Join Watermill Alum Adam Lenz and musician Zach Rowden as they discuss their recent collaborative work A Way Of Providing Ventilation (WAC), developed and exhibited during an artist residency at Windsor Art Center in Windsor, Connecticut. The work examines the history and architecture of the iconic tobacco sheds in the Connecticut River Valley through charcoal drawings and a collaborative, site-specific sound installation. The duo worked together to interpret Lenz's charcoal drawings during a series of improvisation sessions with double bass, fiddle, and tobacco leaves, combining these recordings with the auxiliary sounds of the adjacent train station and bus line. The work seeks to imagine and sonify the ventilation patterns of the slat-walled curing sheds, bringing to life the creaks, crackles, howls, and roars of the wind pouring through these historic structures.
Viewpoints is The Watermill Center's year-round conversation series, granting artists and art enthusiasts the opportunity to gather and discuss creative themes vital to the contemporary moment. The winter series of Viewpoints is free and will continue each Wednesday in January in the spirit of past Nights @ The Round Table intimate gatherings and presentations by community fellows, staff members, esteemed alumni, and friends.
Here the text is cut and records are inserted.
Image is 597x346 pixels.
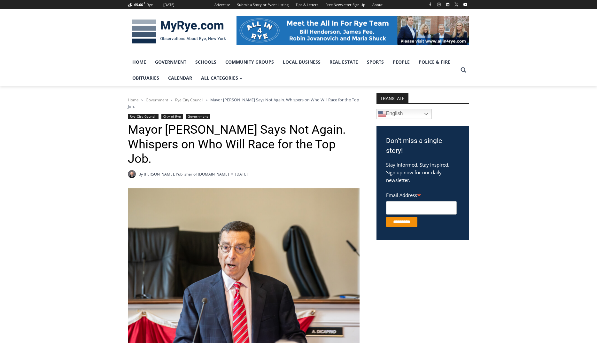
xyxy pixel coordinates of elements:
a: Government [151,54,191,70]
a: Linkedin [444,1,452,8]
img: en [378,110,386,118]
time: [DATE] [235,171,248,177]
a: English [376,109,432,119]
a: Instagram [435,1,443,8]
img: (PHOTO: Rye Mayor Josh Cohn delivering his Memorial Day remarks at City Hall on Monday, May 27, 2... [128,188,360,343]
a: Real Estate [325,54,362,70]
a: Facebook [426,1,434,8]
a: YouTube [461,1,469,8]
a: [PERSON_NAME], Publisher of [DOMAIN_NAME] [144,171,229,177]
strong: TRANSLATE [376,93,408,103]
a: Rye City Council [175,97,203,103]
span: Mayor [PERSON_NAME] Says Not Again. Whispers on Who Will Race for the Top Job. [128,97,359,109]
a: X [453,1,460,8]
button: View Search Form [458,64,469,76]
div: [DATE] [163,2,174,8]
a: Schools [191,54,221,70]
p: Stay informed. Stay inspired. Sign up now for our daily newsletter. [386,161,460,184]
span: > [141,98,143,102]
a: Rye City Council [128,114,159,119]
a: Home [128,97,139,103]
img: MyRye.com [128,15,230,48]
a: Police & Fire [414,54,455,70]
a: Calendar [164,70,197,86]
a: Community Groups [221,54,278,70]
a: City of Rye [161,114,183,119]
a: Sports [362,54,388,70]
h1: Mayor [PERSON_NAME] Says Not Again. Whispers on Who Will Race for the Top Job. [128,122,360,166]
a: People [388,54,414,70]
div: Rye [147,2,153,8]
a: Author image [128,170,136,178]
span: > [171,98,173,102]
a: Home [128,54,151,70]
nav: Primary Navigation [128,54,458,86]
span: 65.66 [134,2,143,7]
a: Government [186,114,210,119]
span: > [206,98,208,102]
a: Government [146,97,168,103]
span: F [144,1,145,5]
a: Obituaries [128,70,164,86]
h3: Don't miss a single story! [386,136,460,156]
label: Email Address [386,189,457,200]
span: All Categories [201,74,243,81]
nav: Breadcrumbs [128,97,360,110]
img: All in for Rye [236,16,469,45]
a: Local Business [278,54,325,70]
span: By [138,171,143,177]
a: All Categories [197,70,247,86]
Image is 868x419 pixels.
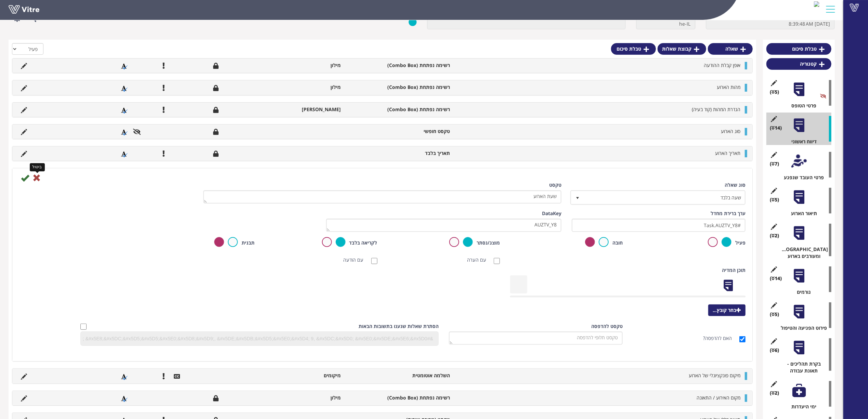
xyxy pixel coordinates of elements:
div: תיאור הארוע [771,210,831,217]
label: פעיל [735,240,745,246]
div: גורמים [771,289,831,296]
span: (5 ) [769,88,779,96]
li: השלמה אוטומטית [344,373,453,379]
div: ביטול [29,163,45,171]
div: פרטי הטופס [771,102,831,109]
li: מילון [235,394,344,401]
span: select [571,191,584,204]
li: מיקומים [235,373,344,379]
label: ערך ברירת מחדל [711,210,745,217]
span: מהות הארוע [716,83,740,90]
li: רשימה נפתחת (Combo Box) [344,83,453,91]
label: הסתרת שאלות שנענו בתשובות הבאות [358,323,439,330]
label: מוצג/נסתר [477,240,499,246]
label: עם הודעה [343,257,371,264]
input: עם הודעה [371,258,377,264]
span: (2 ) [769,232,779,239]
a: טבלת סיכום [766,43,831,55]
span: סוג הארוע [720,128,740,135]
label: טקסט להדפסה [591,323,623,330]
label: תבנית [242,240,254,246]
label: חובה [612,240,623,246]
span: הגדרת המהות (קוד בעיה) [692,106,740,113]
label: סוג שאלה [724,182,745,189]
span: מקום האירוע / התאונה [696,394,740,401]
li: רשימה נפתחת (Combo Box) [344,62,453,69]
li: רשימה נפתחת (Combo Box) [344,106,453,113]
div: פרטי העובד שנפגע [771,174,831,181]
input: האם להדפסה? [739,337,745,342]
li: טקסט חופשי [344,128,453,135]
label: עם הערה [467,257,493,264]
span: (14 ) [769,275,782,282]
label: לקריאה בלבד [349,240,377,246]
div: [DEMOGRAPHIC_DATA] ומעורבים בארוע [771,246,831,260]
div: ימי היעדרות [771,403,831,410]
img: yes [408,18,417,27]
li: מילון [235,83,344,91]
a: קבוצת שאלות [658,43,706,55]
div: בקרת תהליכים - תאונת עבודה [771,360,831,374]
input: Hide question based on answer [81,323,86,330]
textarea: שעת הארוע [203,191,561,204]
a: טבלת סיכום [611,43,656,55]
span: מיקום פונקציונלי של הארוע [688,373,740,379]
span: שעה בלבד [583,191,745,204]
span: (5 ) [769,196,779,203]
textarea: AUZTV_Y8 [326,219,561,232]
li: רשימה נפתחת (Combo Box) [344,394,453,401]
div: דיווח ראשוני [771,138,831,145]
div: פירוט הפגיעה והטיפול [771,324,831,332]
label: DataKey [542,210,561,217]
span: (5 ) [769,311,779,318]
label: תוכן המדיה [721,266,745,274]
li: תאריך בלבד [344,150,453,156]
img: 4f6f8662-7833-4726-828b-57859a22b532.png [814,1,819,7]
a: שאלה [708,43,752,55]
input: &#x5DC;&#x5D3;&#x5D5;&#x5D2;&#x5DE;&#x5D4;: &#x5DC;&#x5D0; &#x5E8;&#x5DC;&#x5D5;&#x5D5;&#x5E0;&#x... [81,334,435,344]
span: (6 ) [769,347,779,354]
span: (2 ) [769,390,779,396]
span: תאריך הארוע [714,150,740,156]
label: האם להדפסה? [703,335,738,342]
label: טקסט [549,182,561,189]
a: קטגוריה [766,58,831,70]
span: אופן קבלת ההודעה [703,62,740,68]
span: (7 ) [769,160,779,167]
span: (14 ) [769,124,782,132]
span: בחר קובץ... [708,304,745,316]
li: [PERSON_NAME] [235,106,344,113]
li: מילון [235,62,344,69]
input: עם הערה [494,258,499,264]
Due to COVID-19, this Viewpoints presentation will take place online. All registered attendees will receive an email with a Zoom link the morning of the event.
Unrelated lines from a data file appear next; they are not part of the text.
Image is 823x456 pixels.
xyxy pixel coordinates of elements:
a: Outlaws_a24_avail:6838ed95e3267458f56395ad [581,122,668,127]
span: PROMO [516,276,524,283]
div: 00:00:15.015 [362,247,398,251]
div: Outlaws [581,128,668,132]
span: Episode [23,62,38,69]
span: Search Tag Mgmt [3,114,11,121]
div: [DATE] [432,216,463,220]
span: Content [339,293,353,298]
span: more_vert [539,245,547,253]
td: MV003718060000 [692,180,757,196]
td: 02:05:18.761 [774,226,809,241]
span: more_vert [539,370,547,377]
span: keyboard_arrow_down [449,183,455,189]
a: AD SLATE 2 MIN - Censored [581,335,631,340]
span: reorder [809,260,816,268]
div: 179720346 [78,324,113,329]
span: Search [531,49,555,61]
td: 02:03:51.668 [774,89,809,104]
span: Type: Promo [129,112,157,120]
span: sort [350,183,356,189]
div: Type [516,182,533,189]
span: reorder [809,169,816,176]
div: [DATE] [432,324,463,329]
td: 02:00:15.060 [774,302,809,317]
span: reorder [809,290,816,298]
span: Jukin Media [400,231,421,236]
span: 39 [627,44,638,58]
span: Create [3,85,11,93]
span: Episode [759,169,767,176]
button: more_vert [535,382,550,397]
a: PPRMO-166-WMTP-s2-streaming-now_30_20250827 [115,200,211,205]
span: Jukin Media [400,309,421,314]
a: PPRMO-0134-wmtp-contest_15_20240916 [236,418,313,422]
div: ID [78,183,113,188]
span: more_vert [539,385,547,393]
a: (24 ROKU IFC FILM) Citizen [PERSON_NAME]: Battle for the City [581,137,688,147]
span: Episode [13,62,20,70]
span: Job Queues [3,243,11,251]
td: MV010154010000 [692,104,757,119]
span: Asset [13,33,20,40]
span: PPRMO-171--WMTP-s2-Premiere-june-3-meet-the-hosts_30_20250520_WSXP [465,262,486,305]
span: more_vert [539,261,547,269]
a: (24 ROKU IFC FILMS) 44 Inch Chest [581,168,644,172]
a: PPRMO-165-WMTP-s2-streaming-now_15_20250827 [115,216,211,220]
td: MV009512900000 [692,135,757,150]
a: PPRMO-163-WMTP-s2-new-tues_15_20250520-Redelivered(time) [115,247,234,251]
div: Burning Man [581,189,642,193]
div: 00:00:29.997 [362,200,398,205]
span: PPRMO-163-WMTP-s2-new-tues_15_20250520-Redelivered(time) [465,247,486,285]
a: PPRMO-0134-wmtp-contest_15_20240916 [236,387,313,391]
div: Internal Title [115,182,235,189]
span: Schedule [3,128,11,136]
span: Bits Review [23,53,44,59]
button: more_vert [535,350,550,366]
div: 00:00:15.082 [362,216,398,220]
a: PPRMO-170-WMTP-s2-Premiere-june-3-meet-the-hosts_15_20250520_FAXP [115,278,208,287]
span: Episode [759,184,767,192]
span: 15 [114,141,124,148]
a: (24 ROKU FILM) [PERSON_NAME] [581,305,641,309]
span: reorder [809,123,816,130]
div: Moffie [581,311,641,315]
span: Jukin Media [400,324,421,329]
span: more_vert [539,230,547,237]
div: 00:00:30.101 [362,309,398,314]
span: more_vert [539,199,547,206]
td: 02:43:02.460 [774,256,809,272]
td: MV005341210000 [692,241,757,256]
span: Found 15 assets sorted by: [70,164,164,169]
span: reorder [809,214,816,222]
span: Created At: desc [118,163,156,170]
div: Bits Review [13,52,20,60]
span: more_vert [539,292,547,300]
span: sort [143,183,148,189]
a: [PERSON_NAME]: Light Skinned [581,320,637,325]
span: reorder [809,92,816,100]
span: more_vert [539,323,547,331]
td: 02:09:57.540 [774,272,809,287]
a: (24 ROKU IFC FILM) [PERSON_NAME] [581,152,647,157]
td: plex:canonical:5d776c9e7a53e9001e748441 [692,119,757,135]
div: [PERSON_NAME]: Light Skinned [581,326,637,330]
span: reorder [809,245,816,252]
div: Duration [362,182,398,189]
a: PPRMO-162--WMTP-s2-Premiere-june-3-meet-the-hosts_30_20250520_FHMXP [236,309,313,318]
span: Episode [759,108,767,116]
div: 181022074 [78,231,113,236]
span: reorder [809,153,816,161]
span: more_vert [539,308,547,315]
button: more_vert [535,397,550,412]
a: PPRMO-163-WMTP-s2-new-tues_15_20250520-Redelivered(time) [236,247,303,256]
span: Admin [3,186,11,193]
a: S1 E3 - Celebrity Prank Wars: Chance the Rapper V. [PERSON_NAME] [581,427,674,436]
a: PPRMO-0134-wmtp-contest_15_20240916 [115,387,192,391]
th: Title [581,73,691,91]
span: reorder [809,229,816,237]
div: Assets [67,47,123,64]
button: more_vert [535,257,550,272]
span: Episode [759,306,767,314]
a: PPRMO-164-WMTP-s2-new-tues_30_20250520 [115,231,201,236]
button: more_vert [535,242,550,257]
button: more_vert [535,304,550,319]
https://www.eventbrite.com/e/viewpoints-with-adam-lenz-and-zach-rowden-tickets-132103080871
ABOUT THE SPEAKERS
Adam Lenz is a composer, multidisciplinary artist, producer, and educator based in Connecticut. His work spans composition, sound art, installation, works on paper, and performance and examines themes of fantasy, memory, materiality, and collaboration. Adam has worked alongside acclaimed director and designer Robert Wilson since 2013. They partnered on Wilson’s first radio drama, Monsters of Grace II, which premiered at ZKM in Germany, and again on Wilson's production of Ionesco’s Rhinoceros at Teatrul National “Marin Sorescu” in Romania, with subsequent performances at the National Cinema in Romania, Cankarjev Dom in Slovenia, and Platonov Arts Festival in Russia. Adam's work has also been featured in partnerships with artists, directors, performers, and designers including Gintare Minelgaite (Dr. Gora Parasit), Baboo Liao (Shakespeare's Wild Sisters), Dimitris Papaioannou, Zach Rowden, Robert Black (Bang on a Can All-Stars), Abderrahman Anzaldua, and Matthew Thurber. Presently, Adam teaches electronic music and sound art at Central Connecticut State University and the University of Hartford where he is currently the director of Hartt Studio D and the Composers' Seminar / Institute of Contemporary American Music lecture series.
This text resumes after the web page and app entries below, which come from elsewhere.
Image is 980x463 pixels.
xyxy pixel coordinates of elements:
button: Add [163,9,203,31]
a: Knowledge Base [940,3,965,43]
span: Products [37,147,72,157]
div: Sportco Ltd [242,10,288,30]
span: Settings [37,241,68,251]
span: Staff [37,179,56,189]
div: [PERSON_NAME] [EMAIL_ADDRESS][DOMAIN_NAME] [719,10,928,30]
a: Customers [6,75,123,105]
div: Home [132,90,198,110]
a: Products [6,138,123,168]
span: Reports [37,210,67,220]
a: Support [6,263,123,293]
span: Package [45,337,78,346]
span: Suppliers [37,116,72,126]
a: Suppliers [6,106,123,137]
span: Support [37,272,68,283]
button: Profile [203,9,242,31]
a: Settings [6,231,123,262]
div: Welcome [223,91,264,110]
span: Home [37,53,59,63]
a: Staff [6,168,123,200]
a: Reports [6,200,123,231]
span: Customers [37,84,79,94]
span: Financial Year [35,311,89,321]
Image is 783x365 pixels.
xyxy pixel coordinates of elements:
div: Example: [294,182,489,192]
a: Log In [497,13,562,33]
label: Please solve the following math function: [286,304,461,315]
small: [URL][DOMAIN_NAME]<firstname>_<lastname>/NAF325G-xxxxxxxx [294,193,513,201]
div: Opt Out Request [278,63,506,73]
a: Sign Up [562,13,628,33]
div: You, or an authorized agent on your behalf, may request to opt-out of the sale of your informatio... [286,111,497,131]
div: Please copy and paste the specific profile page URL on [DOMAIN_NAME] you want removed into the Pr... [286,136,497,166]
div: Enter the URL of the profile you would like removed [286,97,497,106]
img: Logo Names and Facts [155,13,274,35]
Zach Rowden is a singular young voice in the American experimental music scene, dealing with the acoustic and performative possibilities of the upright/electric bass, violin, and tape machines. Whether embracing microtonal fiddle music in his duo Tongue Depressor (with Henry Birdsey), contributing as a member and soloist in Iancu Dumitrescu and the late Ana-Maria Avram’s Hyperion Ensemble, collaborating with Tyshawn Sorey, Leila Bordreuil, Michael Foster, Robert Black, Charmaine Lee, and many others, Zach lends a distinct focus and sense of adventure to everything he touches. His work has been presented at internationally recognized venues including Harpa (Reykjavik), Cafe Oto (London), ISSUE Project Room (New York), Firehouse 12 (New Haven), Romanian Radio Hall (Bucharest), Heimathafen Neukölln (Berlin), and Real Art Ways (Hartford), and in galleries, living rooms, basements, and alternative venues across the United States and Europe.